Wednesday 22 January 2014

What is an Opera?

What is an opera? Last night at Second Movement's Rough for Opera at the Cock Pit Theatre we were presented with three highly contrasting works which challenged our perceptions of what an opera might be. Edward Henderson and Lavinia Murray's Manspangled used a spoken text delivered by an actor accompanied by chorus which involved combs, bubble-wrap and blowing bubbles. Alex Groves's Hunger was a dance drama based on the Suffragettes in which the choreography and drama had been devised before the music was written. David Merriman's Strange Exiles was the most conventionally operatic but his subject matter, the Lavender Menace scare in Washington in the 1950's required him to address the material in novel ways. All three were confidently dramatic in their way and we testament to the current liveliness of contemporary music theatre.

Presented by Bastard Assignments, Manspangled had a text by Lavinia Murray and music by Edward Henderson the piece was directed by Barbara Wojtczak with Nick Haverson as the Man. The piece started from nothing, simply eight people in a half circle. The sounds were almost inaudible, just the clicking of combs. This was combined with the cellist doing a series of endless glissandi and random notes from the saxophone. During the piece the chorus of combs changed to first blowing bubbles, then to manipulating bubblewrap and finally returned to combs.

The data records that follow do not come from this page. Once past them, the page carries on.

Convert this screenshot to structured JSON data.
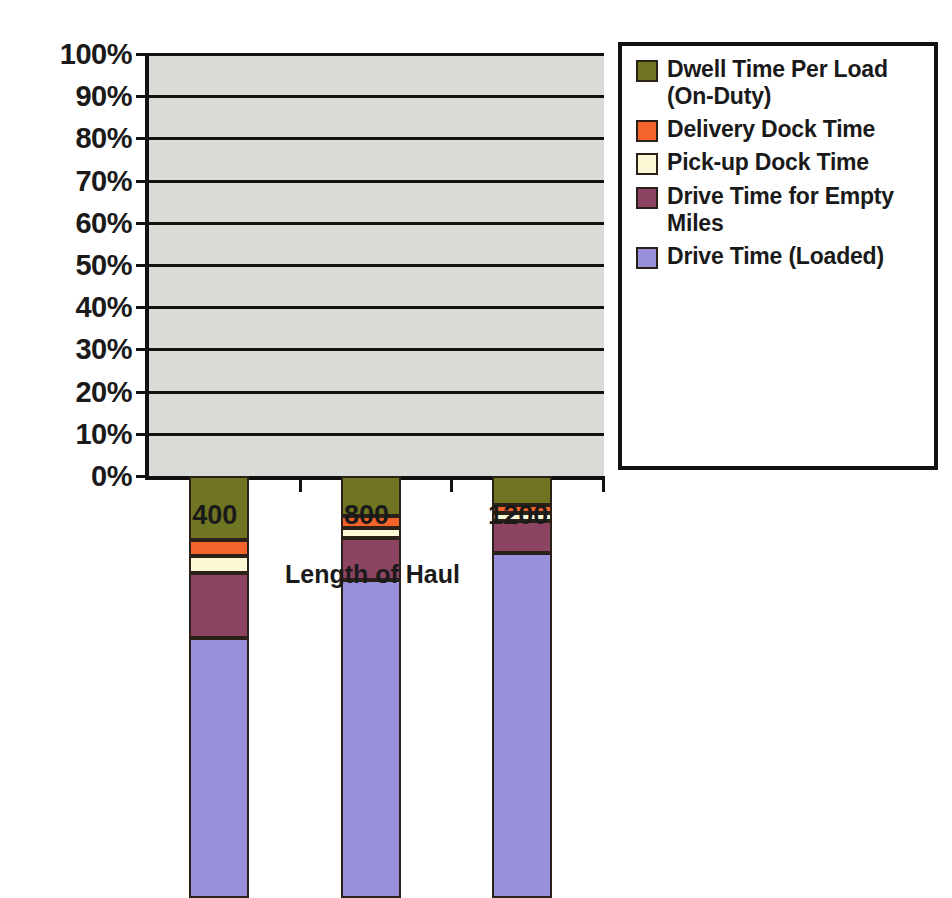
{
  "chart_data": {
    "type": "bar",
    "subtype": "stacked-100-percent",
    "title": "",
    "xlabel": "Length of Haul",
    "ylabel": "",
    "categories": [
      "400",
      "800",
      "1200"
    ],
    "ylim": [
      0,
      100
    ],
    "y_ticks": [
      "0%",
      "10%",
      "20%",
      "30%",
      "40%",
      "50%",
      "60%",
      "70%",
      "80%",
      "90%",
      "100%"
    ],
    "y_tick_values": [
      0,
      10,
      20,
      30,
      40,
      50,
      60,
      70,
      80,
      90,
      100
    ],
    "grid": true,
    "legend_position": "right",
    "stack_order_bottom_to_top": [
      "Drive Time (Loaded)",
      "Drive Time for Empty Miles",
      "Pick-up Dock Time",
      "Delivery Dock Time",
      "Dwell Time Per Load (On-Duty)"
    ],
    "series": [
      {
        "name": "Drive Time (Loaded)",
        "color": "#9890db",
        "values": [
          61.5,
          75.4,
          81.8
        ]
      },
      {
        "name": "Drive Time for Empty Miles",
        "color": "#8d4462",
        "values": [
          15.5,
          9.9,
          7.5
        ]
      },
      {
        "name": "Pick-up Dock Time",
        "color": "#fbf8d5",
        "values": [
          4.0,
          2.4,
          1.9
        ]
      },
      {
        "name": "Delivery Dock Time",
        "color": "#f4642a",
        "values": [
          3.8,
          2.8,
          1.9
        ]
      },
      {
        "name": "Dwell Time Per Load (On-Duty)",
        "color": "#6f7520",
        "values": [
          15.2,
          9.5,
          6.9
        ]
      }
    ],
    "cumulative_tops": [
      [
        61.5,
        77.0,
        81.0,
        84.8,
        100.0
      ],
      [
        75.4,
        85.3,
        87.7,
        90.5,
        100.0
      ],
      [
        81.8,
        89.3,
        91.2,
        93.1,
        100.0
      ]
    ]
  },
  "legend": {
    "items": [
      {
        "label": "Dwell Time Per Load (On-Duty)",
        "color": "#6f7520"
      },
      {
        "label": "Delivery Dock Time",
        "color": "#f4642a"
      },
      {
        "label": "Pick-up Dock Time",
        "color": "#fbf8d5"
      },
      {
        "label": "Drive Time for Empty Miles",
        "color": "#8d4462"
      },
      {
        "label": "Drive Time (Loaded)",
        "color": "#9890db"
      }
    ]
  },
  "style": {
    "plot_background": "#d9dcd6",
    "axis_color": "#111111",
    "segment_outline": "#2b2118",
    "page_background": "#ffffff"
  }
}
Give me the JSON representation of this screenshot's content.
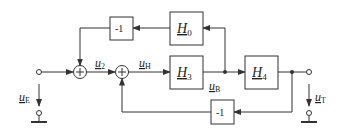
{
  "diagram": {
    "blocks": {
      "h0": {
        "name": "H",
        "sub": "0"
      },
      "h3": {
        "name": "H",
        "sub": "3"
      },
      "h4": {
        "name": "H",
        "sub": "4"
      },
      "neg_top": {
        "label": "-1"
      },
      "neg_bottom": {
        "label": "-1"
      }
    },
    "summing_junction_symbol": "+",
    "signals": {
      "u2": {
        "name": "u",
        "sub": "2"
      },
      "uH": {
        "name": "u",
        "sub": "H"
      },
      "uB": {
        "name": "u",
        "sub": "B"
      },
      "uE": {
        "name": "u",
        "sub": "E"
      },
      "uT": {
        "name": "u",
        "sub": "T"
      }
    },
    "colors": {
      "line": "#333333",
      "background": "#ffffff"
    }
  }
}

Starting from a position in the audience, Nick Haverson's delivery of Murray's text was dazzling. Murray's writing was full of glorious images and richly allusive, a stream of conciousness which never quite makes sense. It was also very funny. The result was at times mesmerising and dramatically entrancing. But I have to confess that the opening, where we sat listening to people clicking combs, was to me like watching paint dry but that others in the audience found it a 'spellbinding experience'.

David Merriman has written both the music and the words to Strange Exiles. The piece started out as his MA Thesis and we were presented with three dramatic scenes which he described as being sketches for a bigger work. The piece looked at the way gay people in the USA were treated with incredible hostility and suspicion during the Cold War, at a time when gay rights organisations were just beginning to form. Merriman's intention in the piece was to juxtapose the political with the personal. We had vignettes of personal testimony, with the four unnamed characters played by Jen Hazel, Catilin McMillan, Blake Askew and James Irving. They were accompanied by Merriman himself on piano and Chris Hatton on Clarinet, Bass Clarinet and Alto Saxophone.

For the middle section of the piece, Merriman quotes various public figures such as J. Edgar Hoover and McCarthy, and here he has his singers deliver the text as a chorus. The musical style has numerous jazz influences and Merriman mixed up his styles, taking singers from different musical backgrounds. The result was intriguing and created a highly promising dramatic premise. There were times when I thought that Merriman's vocal writing lacked the interest that his instrumental writing had; the jazz/blues numbers were highly effective but when he did 'serious' then the vocal lines seemed to lack interest. But this was a workshop performance of an unfinished piece and what I hope he took away was that there is a very strong operatic drama in there.

The final piece was definitely a finished work. Director Rebecca Hanbury and movement director Amy Insole had devised both scenario and drama with performers Rosie Middleton, Sarah Parkin and Emily Phillips and composer Alex Groves before a note had been written. Groves then wrote the music which combined ambient and trance electronica with the live voices. The three performers came from different backgrounds, one had a lot of experience in baroque dance another, though a trained opera singers, had been a gymnast and did hip-hop whilst the third had no dance training at all. This didn't show, the three created a very intense and very compelling dance drama. There was singing, but frankly it was incidental, it was the movement that mattered. In fact, I found the music incidental too, forming an interesting backdrop rather than a strong component of the drama.

Groves's haunting trance and ambient had dramatic moments and its lovely hypnotic aura but the drama rather seemed to exist independent of it. The choreographic drama had been devised either without music or with found music and the director and performers said in the Q&A afterwards that with hindsight they would bring the music in earlier, and I think that would make it a greater component of the drama. One aspect I found a little jarring, the complete disjunct between sound-world and subject matter. Groves's musical voice seemed such a long way from the Suffragettes and the piece made no nod at all to the sounds of the Suffragettes world. I think the piece would have been stronger if the drama had been freed from its historical roots.

After each piece Prof. Paul Barker from the Central School of Speech and Drama led a Q&A with the artists which provided fascinating insight both into the different creative methods, but also to the audience reactions. It is as salutary experience for a critic to find that a piece which he finds problematic, or dislikes, others find entrancing or compelling.

The next Rough for Opera is at the Cockpit Theatre on 7 April 2014.